Congratulations to Rodney Park Ph.D. (2022 alum) who has a first-author publication “Designer installation of a substrate recruitment domain to tailor enzyme specificity” which was published in Nature Chemical Biology on December 12, 2022.
The team used protein design to create a novel multidomain enzyme that uses substrate scaffolding to enhance enzyme efficiency and selectivity.
Abstract
Promiscuous enzymes that modify peptides and proteins are powerful tools for labeling biomolecules; however, directing these modifications to desired substrates can be challenging. Here, we use computational interface design to install a substrate recognition domain adjacent to the active site of a promiscuous enzyme, catechol O-methyltransferase. This design approach effectively decouples substrate recognition from the site of catalysis and promotes modification of peptides recognized by the recruitment domain. We determined the crystal structure of this novel multidomain enzyme, SH3-588, which shows that it closely matches our design. SH3-588 methylates directed peptides with catalytic efficiencies exceeding the wild-type enzyme by over 1,000-fold, whereas peptides lacking the directing recognition sequence do not display enhanced efficiencies. In competition experiments, the designer enzyme preferentially modifies directed substrates over undirected substrates, suggesting that we can use designed recruitment domains to direct post-translational modifications to specific sequence motifs on target proteins in complex multisubstrate environments.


TASK DIRECTIONS >> Can you pull out each line of the data below that includes the word "your"?

Stored data entries
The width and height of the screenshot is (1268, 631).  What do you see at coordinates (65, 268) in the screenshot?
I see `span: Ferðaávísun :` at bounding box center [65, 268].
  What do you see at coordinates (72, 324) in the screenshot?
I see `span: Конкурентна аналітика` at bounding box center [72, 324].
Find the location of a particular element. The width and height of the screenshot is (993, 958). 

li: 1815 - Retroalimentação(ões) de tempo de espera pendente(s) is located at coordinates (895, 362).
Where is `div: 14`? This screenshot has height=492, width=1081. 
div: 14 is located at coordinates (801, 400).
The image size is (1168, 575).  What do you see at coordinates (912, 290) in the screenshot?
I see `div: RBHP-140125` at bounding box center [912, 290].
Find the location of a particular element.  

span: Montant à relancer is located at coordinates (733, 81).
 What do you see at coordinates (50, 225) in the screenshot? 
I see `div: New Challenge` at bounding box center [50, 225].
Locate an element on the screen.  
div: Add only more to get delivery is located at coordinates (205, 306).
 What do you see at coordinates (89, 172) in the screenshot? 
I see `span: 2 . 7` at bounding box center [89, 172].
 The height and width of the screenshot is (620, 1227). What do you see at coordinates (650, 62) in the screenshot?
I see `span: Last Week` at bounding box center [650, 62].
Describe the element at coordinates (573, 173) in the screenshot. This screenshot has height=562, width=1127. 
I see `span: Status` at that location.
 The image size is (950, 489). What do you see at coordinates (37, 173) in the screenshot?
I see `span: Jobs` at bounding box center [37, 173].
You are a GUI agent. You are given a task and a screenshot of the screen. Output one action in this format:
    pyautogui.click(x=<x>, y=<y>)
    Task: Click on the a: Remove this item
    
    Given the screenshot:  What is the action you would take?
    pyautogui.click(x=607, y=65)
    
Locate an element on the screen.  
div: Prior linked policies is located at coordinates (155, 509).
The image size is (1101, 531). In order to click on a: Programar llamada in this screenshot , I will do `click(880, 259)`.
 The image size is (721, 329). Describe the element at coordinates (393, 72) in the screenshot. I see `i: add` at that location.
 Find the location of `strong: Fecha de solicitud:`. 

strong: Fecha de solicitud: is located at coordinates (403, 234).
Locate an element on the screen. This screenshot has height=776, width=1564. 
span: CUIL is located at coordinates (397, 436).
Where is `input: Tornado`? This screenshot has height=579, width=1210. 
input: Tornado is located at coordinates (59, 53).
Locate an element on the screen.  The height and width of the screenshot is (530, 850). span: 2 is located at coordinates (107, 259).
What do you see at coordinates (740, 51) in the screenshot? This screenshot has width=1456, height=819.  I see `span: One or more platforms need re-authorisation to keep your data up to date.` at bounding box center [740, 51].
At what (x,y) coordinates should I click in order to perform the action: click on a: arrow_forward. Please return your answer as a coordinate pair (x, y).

EXERCISE ANSWER >>
What do you see at coordinates (740, 51) in the screenshot? This screenshot has width=1456, height=819.  I see `span: One or more platforms need re-authorisation to keep your data up to date.` at bounding box center [740, 51].
At what (x,y) coordinates should I click in order to perform the action: click on a: arrow_forward. Please return your answer as a coordinate pair (x, y).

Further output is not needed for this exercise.